SCHEDEL, Hartmann (1440-1514). Liber chronicarum. Nuremberg: Anton Koberger, for Sebald Schreyer and Sebastian Kammermeister, 12 July 1493.
SCHEDEL, Hartmann (1440-1514). Liber chronicarum. Nuremberg: Anton Koberger, for Sebald Schreyer and Sebastian Kammermeister, 12 July 1493.

细节
SCHEDEL, Hartmann (1440-1514). Liber chronicarum. Nuremberg: Anton Koberger, for Sebald Schreyer and Sebastian Kammermeister, 12 July 1493.

Imperial 2 (420 x 300). Collation: [1-26 38 46 5-74 8-116 172 18-196 20-254 26-296 302 316 324 33-356 362 374 38-616] (1/1r xylographic title-page, 1/1v blank, 2/1r index, 4/1r Creation-Ultimate Age of the World, 54/6v blank, 55/1r Sarmatian supplement, 55/5v verse on the exploits of Maximilian, 55/6 blank, 56/1r supplements to the Sixth Age and description of Europe, 61/3v-4r map of Germany, 61/4v colophon, 61/5-6 blank). 325 leaves (of 328, without blank 55/6 and 61/5-6; fos. 9/3.4, 25/1, 53/6, 54/5 and possibly others supplied from another copy), quire 55 bound at end. 64 lines and headline, table and parts of text double column, fos. CCLVIIII-CCLXI blank except for printed headlines. Types: 9:165G (headlines and headings), 16:110bG (text). 1809 woodcut illustrations printed from 645 blocks (S.C. Cockerell's count, Some German woodcuts of the fifteenth century, 1897, pp.35-6), by Michael Wolgemut, Wilhelm Pleydenwurff and their workshop, including Albrecht Drer, lombards, WOODCUTS COLOURED BY A NEAR-CONTEMPORARY HAND, 14-line initial opening text in interlocking red and blue with purple penwork decoration, other initial spaces left blank, red capital strokes. (Quires 1 and 4 rehinged, several leaves remargined at hinge and upper or lower margin with slight loss, section of world map expertly repaired in facsimile, some light browning, occasional spotting or light staining, a few small wormholes in first quires.) A remboitage of 17th-century pigskin over bevelled wooden boards, tooled in blind with rolls, newer large brass cornerpieces, 5 central bosses, 2 fore-edge clasps (front cover rubbed free of tooling). Provenance: annotated throughout in Arabic.

A FINE COLOURED COPY OF THE FIRST EDITION of the Nuremberg Chronicle, the most extensively illustrated book of the 15th century, with over 1800 woodcuts. An elaborate manuscript exemplar, created to integrate text and illustration, survives, as do the contracts between Koberger and the artists responsible for the illustrations. Albrecht Drer, godson of Koberger, was an apprentice to Wolgemut from 1486 to 1489 and almost certainly was involved in the production of the woodcuts. (See A. Wilson, The Making of the Nuremberg Chronicle, Amsterdam: 1976). BMC II, 437 (IC. 7451-3); HC *14508; Polain(B) 3469; Schramm XVII, 6-7, 9; Schreiber 5203; Goff S-307.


● Exercise goal:
Your result should be the lines holding the word "healthcare", copied from the entries below.
*** Opening of Information given ***
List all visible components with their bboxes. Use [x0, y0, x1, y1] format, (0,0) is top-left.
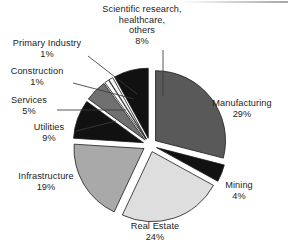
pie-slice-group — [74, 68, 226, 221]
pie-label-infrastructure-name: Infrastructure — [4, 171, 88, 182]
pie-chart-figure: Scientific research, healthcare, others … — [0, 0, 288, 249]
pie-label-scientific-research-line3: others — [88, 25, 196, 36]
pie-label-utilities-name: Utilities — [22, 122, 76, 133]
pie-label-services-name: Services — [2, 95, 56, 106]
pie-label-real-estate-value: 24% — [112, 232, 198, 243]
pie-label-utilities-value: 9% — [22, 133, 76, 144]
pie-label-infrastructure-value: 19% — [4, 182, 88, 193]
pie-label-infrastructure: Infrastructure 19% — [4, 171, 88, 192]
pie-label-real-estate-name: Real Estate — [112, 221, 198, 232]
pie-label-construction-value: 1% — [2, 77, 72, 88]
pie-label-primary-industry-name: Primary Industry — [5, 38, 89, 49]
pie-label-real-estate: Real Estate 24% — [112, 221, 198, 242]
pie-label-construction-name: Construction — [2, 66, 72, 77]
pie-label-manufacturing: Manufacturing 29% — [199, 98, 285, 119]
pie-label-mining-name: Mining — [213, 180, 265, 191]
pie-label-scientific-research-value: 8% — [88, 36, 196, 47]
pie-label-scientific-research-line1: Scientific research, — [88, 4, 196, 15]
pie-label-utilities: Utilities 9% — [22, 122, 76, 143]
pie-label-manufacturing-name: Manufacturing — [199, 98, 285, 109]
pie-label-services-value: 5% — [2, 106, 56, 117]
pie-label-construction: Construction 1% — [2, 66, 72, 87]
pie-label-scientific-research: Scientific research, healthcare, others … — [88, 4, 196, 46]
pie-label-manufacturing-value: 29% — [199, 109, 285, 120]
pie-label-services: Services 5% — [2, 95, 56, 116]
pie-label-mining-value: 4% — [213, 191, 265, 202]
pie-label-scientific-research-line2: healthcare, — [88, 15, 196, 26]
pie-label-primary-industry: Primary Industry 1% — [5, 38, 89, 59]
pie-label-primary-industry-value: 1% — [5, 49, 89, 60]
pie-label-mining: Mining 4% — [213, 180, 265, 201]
*** Close of Information given ***
● Problem solution:
pie-chart-figure: Scientific research, healthcare, others … — [0, 0, 288, 249]
pie-label-scientific-research: Scientific research, healthcare, others … — [88, 4, 196, 46]
pie-label-scientific-research-line2: healthcare, — [88, 15, 196, 26]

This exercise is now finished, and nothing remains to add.